It’s time to recall the tweet of former Blockstream Chief Strategy Officer and JAN3 founder Samson Mow.

In December, he staged one of those public performances that the crypto community especially loves during bullish times. Mow claimed that he had supposedly “fired an analyst who predicted Bitcoin at $60,000.” The reason: the forecast was too bearish, the belief too “wrong,” the number too unpleasant for a market that was then living in eternal optimism mode.

At the time, it looked like a joke teetering on arrogance. Bitcoin was high, sentiment even higher, and any talk of a drop was almost heresy. In crypto, there is an old tradition: while the price rises, analysis turns into religion, and doubts become a reason for exile.
Mow wrote that this person “would never work in this industry again.” The phrasing was not just sharp — it sounded like a cryptocurrency verdict. As if the market permanently cancels anyone who dared to remind that Bitcoin can not only soar but also fall. Especially fall.
And now, as BTC actually dips toward $60,000, this tweet begins to look almost like a work of art. Because the crypto market is a place where overconfidence ages faster than blocks in the chain.
The funniest part isn’t even that the prediction came close to reality. It’s how telling the industry’s psychology is: in moments of euphoria, the market doesn’t listen to the cautious, it listens to those promising $200,000 “by spring.” And then, when the price returns to earth, it suddenly becomes clear that the “fired analyst” was the only adult in the room.
A masterpiece of an analyst, if he ever existed. Because in crypto, sometimes it’s unclear who was actually fired — the person or common sense.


__EXERCISE AIM__.
Find the word "icon" in the listing. Copy out each line where it occurs.

__MATERIAL TO PROCESS__.
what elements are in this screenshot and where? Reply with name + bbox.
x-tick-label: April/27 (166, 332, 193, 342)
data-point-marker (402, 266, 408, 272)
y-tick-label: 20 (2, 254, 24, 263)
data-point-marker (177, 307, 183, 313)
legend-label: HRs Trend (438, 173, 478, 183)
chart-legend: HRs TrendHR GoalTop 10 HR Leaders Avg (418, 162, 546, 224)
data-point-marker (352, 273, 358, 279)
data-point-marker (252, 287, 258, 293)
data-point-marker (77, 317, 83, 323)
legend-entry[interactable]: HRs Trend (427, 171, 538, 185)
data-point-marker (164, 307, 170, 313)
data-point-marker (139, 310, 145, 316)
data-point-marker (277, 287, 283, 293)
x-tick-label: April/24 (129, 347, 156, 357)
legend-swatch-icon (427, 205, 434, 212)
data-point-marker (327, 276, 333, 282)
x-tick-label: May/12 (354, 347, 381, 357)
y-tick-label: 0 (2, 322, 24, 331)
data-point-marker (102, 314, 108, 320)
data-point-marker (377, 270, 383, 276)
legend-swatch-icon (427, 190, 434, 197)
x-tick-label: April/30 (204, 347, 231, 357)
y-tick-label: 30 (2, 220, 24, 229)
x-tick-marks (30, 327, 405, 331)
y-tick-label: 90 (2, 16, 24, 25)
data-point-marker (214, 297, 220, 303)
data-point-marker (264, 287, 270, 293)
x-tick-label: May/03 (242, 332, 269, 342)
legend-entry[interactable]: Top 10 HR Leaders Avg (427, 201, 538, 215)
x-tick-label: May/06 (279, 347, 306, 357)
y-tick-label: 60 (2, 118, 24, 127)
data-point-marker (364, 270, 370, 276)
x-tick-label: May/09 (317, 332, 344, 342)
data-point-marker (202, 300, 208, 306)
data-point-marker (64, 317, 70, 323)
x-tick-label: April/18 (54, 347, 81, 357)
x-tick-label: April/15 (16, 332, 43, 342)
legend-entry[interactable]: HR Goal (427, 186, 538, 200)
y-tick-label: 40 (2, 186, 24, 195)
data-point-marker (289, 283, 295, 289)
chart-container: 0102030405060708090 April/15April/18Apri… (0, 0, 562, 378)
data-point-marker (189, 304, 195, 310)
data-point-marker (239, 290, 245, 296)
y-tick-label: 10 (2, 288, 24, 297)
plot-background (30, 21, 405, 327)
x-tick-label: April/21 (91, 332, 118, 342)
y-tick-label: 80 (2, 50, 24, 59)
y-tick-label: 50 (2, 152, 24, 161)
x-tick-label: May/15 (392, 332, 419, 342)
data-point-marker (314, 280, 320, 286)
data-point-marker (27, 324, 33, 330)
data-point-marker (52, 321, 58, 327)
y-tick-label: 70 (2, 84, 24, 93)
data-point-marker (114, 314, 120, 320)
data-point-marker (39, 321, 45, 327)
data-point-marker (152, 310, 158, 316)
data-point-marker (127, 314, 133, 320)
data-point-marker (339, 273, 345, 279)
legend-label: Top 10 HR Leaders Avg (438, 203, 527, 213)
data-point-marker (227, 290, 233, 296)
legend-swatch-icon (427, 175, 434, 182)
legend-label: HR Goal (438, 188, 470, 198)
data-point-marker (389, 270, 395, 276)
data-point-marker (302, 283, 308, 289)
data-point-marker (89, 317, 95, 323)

__EXERCISE SOLUTION__.
legend-swatch-icon (427, 205, 434, 212)
legend-swatch-icon (427, 190, 434, 197)
legend-swatch-icon (427, 175, 434, 182)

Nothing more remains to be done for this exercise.